More details have emerged on the HTC Desire C, the forthcoming budget Ice Cream Sandwich phone. It’s been tested and benchmarked to see if a low-specced affordable phone can cope with the demands of up-to-date Android.
Inside the Desire C is a 600MHz Qualcomm Snapdragon processor and Adreno 200 graphics chip. It’s possibly the lowest-specced phone to run Ice Cream Sandwich, even leading us to wonder whether it could properly handle ICS at all.
One reason we’re interested in the new Desire’s performance is its similarity, on paper, to last year’s HTC Wildfire S. They both pack a 600MHz processor and 512MB of RAM, so it’s an opportunity to see whether newer really is better, all else being roughly equal.
GSM Dome evaluated the Desire C using the AnTuTu and Quadrant benchmark apps, which test graphics performance, processor speeds and more. The phone managed a Quadrant score of 1,452 and an AnTuTu total of 1,929 — beating the Wildfire S’ score of 1,522. The Wildfire S performs better at graphics, but overall it seems the Desire C has a lot going for it, especially if it’s as cheap as we hope.
Some previous lower-specced HTC phones, including the HTC Explorer, featured specially adapted cut-down versions of the HTC Sense interface. To take the strain off a less powerful processor, the adapted version of Sense dispensed with the flashy animations and other non-essential, power-hungry features.
Of course, processor strain won’t be a problem for HTC’s current superstars, the quad-core HTC One X, dual-core HTC One S and HTC One V.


» **About this exercise**: Make an exact copy of all the records that follow, apart from the pictures.
(Available data Opens)
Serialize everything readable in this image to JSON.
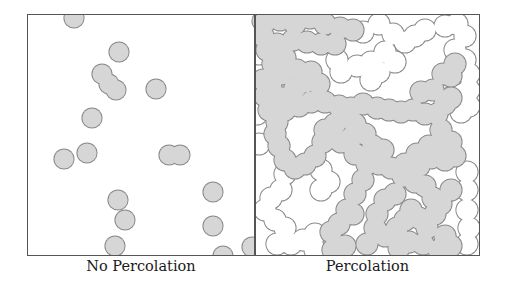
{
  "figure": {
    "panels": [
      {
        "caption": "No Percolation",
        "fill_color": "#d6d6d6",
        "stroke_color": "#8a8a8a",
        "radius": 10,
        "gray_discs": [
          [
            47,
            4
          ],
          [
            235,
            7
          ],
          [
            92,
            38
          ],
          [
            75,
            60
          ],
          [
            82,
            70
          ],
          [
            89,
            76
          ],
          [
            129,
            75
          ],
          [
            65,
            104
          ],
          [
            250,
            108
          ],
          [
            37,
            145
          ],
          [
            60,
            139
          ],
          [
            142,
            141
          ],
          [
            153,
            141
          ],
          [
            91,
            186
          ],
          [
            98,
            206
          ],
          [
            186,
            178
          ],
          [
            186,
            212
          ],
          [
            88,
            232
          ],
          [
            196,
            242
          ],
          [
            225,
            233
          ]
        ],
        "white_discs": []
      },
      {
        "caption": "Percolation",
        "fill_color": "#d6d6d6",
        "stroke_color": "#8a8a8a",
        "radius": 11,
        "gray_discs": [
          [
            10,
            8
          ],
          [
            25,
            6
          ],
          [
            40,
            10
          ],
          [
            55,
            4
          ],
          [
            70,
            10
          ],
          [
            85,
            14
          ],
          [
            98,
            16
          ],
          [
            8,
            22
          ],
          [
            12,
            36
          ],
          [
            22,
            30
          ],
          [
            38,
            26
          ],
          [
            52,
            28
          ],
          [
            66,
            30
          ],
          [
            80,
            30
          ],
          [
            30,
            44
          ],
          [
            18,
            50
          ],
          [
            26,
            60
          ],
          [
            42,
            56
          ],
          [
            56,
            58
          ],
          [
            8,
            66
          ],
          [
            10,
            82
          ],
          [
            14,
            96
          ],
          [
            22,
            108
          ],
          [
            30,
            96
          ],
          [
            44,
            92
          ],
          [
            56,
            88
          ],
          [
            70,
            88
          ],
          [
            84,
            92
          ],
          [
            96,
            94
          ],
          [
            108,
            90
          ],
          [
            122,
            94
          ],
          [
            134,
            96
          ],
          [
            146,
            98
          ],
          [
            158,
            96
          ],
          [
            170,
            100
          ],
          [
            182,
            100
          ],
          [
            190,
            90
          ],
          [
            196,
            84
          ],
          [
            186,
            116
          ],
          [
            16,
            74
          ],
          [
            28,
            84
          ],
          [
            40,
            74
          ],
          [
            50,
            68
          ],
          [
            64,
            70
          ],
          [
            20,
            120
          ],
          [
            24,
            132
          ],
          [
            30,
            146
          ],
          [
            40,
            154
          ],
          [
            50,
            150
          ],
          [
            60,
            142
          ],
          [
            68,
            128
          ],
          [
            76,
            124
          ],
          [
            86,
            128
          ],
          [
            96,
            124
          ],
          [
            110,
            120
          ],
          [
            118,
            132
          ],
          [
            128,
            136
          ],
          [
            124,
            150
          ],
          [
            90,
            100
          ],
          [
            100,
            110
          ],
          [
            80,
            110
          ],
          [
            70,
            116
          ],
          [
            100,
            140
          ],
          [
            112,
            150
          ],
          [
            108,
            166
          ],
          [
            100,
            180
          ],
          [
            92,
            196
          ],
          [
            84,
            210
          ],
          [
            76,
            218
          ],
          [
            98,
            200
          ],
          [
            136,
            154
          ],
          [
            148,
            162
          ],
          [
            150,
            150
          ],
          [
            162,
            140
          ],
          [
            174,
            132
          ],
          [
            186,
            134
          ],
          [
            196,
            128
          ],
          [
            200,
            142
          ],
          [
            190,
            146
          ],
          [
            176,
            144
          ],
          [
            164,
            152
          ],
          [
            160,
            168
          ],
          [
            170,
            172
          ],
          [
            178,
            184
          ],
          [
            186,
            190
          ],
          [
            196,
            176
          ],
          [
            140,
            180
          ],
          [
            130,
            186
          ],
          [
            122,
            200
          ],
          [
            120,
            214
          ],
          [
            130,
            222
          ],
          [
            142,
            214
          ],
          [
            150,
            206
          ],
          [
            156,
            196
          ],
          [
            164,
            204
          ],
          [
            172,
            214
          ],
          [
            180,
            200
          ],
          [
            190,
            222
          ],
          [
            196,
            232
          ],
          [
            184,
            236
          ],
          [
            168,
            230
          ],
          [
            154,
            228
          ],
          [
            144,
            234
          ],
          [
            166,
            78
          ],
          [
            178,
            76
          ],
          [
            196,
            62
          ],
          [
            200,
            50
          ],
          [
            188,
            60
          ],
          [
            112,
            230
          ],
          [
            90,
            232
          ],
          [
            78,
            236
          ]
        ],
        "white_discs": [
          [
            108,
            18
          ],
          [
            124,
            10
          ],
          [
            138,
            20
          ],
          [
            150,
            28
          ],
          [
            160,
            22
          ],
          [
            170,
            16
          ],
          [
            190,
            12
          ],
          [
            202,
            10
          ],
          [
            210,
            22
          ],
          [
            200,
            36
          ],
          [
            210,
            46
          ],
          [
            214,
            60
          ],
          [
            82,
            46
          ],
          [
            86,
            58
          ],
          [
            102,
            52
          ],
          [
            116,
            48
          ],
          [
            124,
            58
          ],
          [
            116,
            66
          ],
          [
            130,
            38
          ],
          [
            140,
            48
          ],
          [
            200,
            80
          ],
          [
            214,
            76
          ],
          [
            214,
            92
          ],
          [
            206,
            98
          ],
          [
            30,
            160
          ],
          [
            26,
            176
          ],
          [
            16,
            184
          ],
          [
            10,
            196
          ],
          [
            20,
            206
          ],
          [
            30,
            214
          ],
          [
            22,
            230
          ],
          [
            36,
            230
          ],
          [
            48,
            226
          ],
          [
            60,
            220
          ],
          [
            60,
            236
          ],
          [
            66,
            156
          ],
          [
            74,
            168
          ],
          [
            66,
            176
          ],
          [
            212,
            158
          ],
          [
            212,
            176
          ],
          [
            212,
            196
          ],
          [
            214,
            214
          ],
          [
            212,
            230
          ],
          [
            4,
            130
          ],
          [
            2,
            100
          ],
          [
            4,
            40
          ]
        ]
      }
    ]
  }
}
(Available data Closes)
» **Output**:
Serialize everything readable in this image to JSON.
{
  "figure": {
    "panels": [
      {
        "caption": "No Percolation",
        "fill_color": "#d6d6d6",
        "stroke_color": "#8a8a8a",
        "radius": 10,
        "gray_discs": [
          [
            47,
            4
          ],
          [
            235,
            7
          ],
          [
            92,
            38
          ],
          [
            75,
            60
          ],
          [
            82,
            70
          ],
          [
            89,
            76
          ],
          [
            129,
            75
          ],
          [
            65,
            104
          ],
          [
            250,
            108
          ],
          [
            37,
            145
          ],
          [
            60,
            139
          ],
          [
            142,
            141
          ],
          [
            153,
            141
          ],
          [
            91,
            186
          ],
          [
            98,
            206
          ],
          [
            186,
            178
          ],
          [
            186,
            212
          ],
          [
            88,
            232
          ],
          [
            196,
            242
          ],
          [
            225,
            233
          ]
        ],
        "white_discs": []
      },
      {
        "caption": "Percolation",
        "fill_color": "#d6d6d6",
        "stroke_color": "#8a8a8a",
        "radius": 11,
        "gray_discs": [
          [
            10,
            8
          ],
          [
            25,
            6
          ],
          [
            40,
            10
          ],
          [
            55,
            4
          ],
          [
            70,
            10
          ],
          [
            85,
            14
          ],
          [
            98,
            16
          ],
          [
            8,
            22
          ],
          [
            12,
            36
          ],
          [
            22,
            30
          ],
          [
            38,
            26
          ],
          [
            52,
            28
          ],
          [
            66,
            30
          ],
          [
            80,
            30
          ],
          [
            30,
            44
          ],
          [
            18,
            50
          ],
          [
            26,
            60
          ],
          [
            42,
            56
          ],
          [
            56,
            58
          ],
          [
            8,
            66
          ],
          [
            10,
            82
          ],
          [
            14,
            96
          ],
          [
            22,
            108
          ],
          [
            30,
            96
          ],
          [
            44,
            92
          ],
          [
            56,
            88
          ],
          [
            70,
            88
          ],
          [
            84,
            92
          ],
          [
            96,
            94
          ],
          [
            108,
            90
          ],
          [
            122,
            94
          ],
          [
            134,
            96
          ],
          [
            146,
            98
          ],
          [
            158,
            96
          ],
          [
            170,
            100
          ],
          [
            182,
            100
          ],
          [
            190,
            90
          ],
          [
            196,
            84
          ],
          [
            186,
            116
          ],
          [
            16,
            74
          ],
          [
            28,
            84
          ],
          [
            40,
            74
          ],
          [
            50,
            68
          ],
          [
            64,
            70
          ],
          [
            20,
            120
          ],
          [
            24,
            132
          ],
          [
            30,
            146
          ],
          [
            40,
            154
          ],
          [
            50,
            150
          ],
          [
            60,
            142
          ],
          [
            68,
            128
          ],
          [
            76,
            124
          ],
          [
            86,
            128
          ],
          [
            96,
            124
          ],
          [
            110,
            120
          ],
          [
            118,
            132
          ],
          [
            128,
            136
          ],
          [
            124,
            150
          ],
          [
            90,
            100
          ],
          [
            100,
            110
          ],
          [
            80,
            110
          ],
          [
            70,
            116
          ],
          [
            100,
            140
          ],
          [
            112,
            150
          ],
          [
            108,
            166
          ],
          [
            100,
            180
          ],
          [
            92,
            196
          ],
          [
            84,
            210
          ],
          [
            76,
            218
          ],
          [
            98,
            200
          ],
          [
            136,
            154
          ],
          [
            148,
            162
          ],
          [
            150,
            150
          ],
          [
            162,
            140
          ],
          [
            174,
            132
          ],
          [
            186,
            134
          ],
          [
            196,
            128
          ],
          [
            200,
            142
          ],
          [
            190,
            146
          ],
          [
            176,
            144
          ],
          [
            164,
            152
          ],
          [
            160,
            168
          ],
          [
            170,
            172
          ],
          [
            178,
            184
          ],
          [
            186,
            190
          ],
          [
            196,
            176
          ],
          [
            140,
            180
          ],
          [
            130,
            186
          ],
          [
            122,
            200
          ],
          [
            120,
            214
          ],
          [
            130,
            222
          ],
          [
            142,
            214
          ],
          [
            150,
            206
          ],
          [
            156,
            196
          ],
          [
            164,
            204
          ],
          [
            172,
            214
          ],
          [
            180,
            200
          ],
          [
            190,
            222
          ],
          [
            196,
            232
          ],
          [
            184,
            236
          ],
          [
            168,
            230
          ],
          [
            154,
            228
          ],
          [
            144,
            234
          ],
          [
            166,
            78
          ],
          [
            178,
            76
          ],
          [
            196,
            62
          ],
          [
            200,
            50
          ],
          [
            188,
            60
          ],
          [
            112,
            230
          ],
          [
            90,
            232
          ],
          [
            78,
            236
          ]
        ],
        "white_discs": [
          [
            108,
            18
          ],
          [
            124,
            10
          ],
          [
            138,
            20
          ],
          [
            150,
            28
          ],
          [
            160,
            22
          ],
          [
            170,
            16
          ],
          [
            190,
            12
          ],
          [
            202,
            10
          ],
          [
            210,
            22
          ],
          [
            200,
            36
          ],
          [
            210,
            46
          ],
          [
            214,
            60
          ],
          [
            82,
            46
          ],
          [
            86,
            58
          ],
          [
            102,
            52
          ],
          [
            116,
            48
          ],
          [
            124,
            58
          ],
          [
            116,
            66
          ],
          [
            130,
            38
          ],
          [
            140,
            48
          ],
          [
            200,
            80
          ],
          [
            214,
            76
          ],
          [
            214,
            92
          ],
          [
            206,
            98
          ],
          [
            30,
            160
          ],
          [
            26,
            176
          ],
          [
            16,
            184
          ],
          [
            10,
            196
          ],
          [
            20,
            206
          ],
          [
            30,
            214
          ],
          [
            22,
            230
          ],
          [
            36,
            230
          ],
          [
            48,
            226
          ],
          [
            60,
            220
          ],
          [
            60,
            236
          ],
          [
            66,
            156
          ],
          [
            74,
            168
          ],
          [
            66,
            176
          ],
          [
            212,
            158
          ],
          [
            212,
            176
          ],
          [
            212,
            196
          ],
          [
            214,
            214
          ],
          [
            212,
            230
          ],
          [
            4,
            130
          ],
          [
            2,
            100
          ],
          [
            4,
            40
          ]
        ]
      }
    ]
  }
}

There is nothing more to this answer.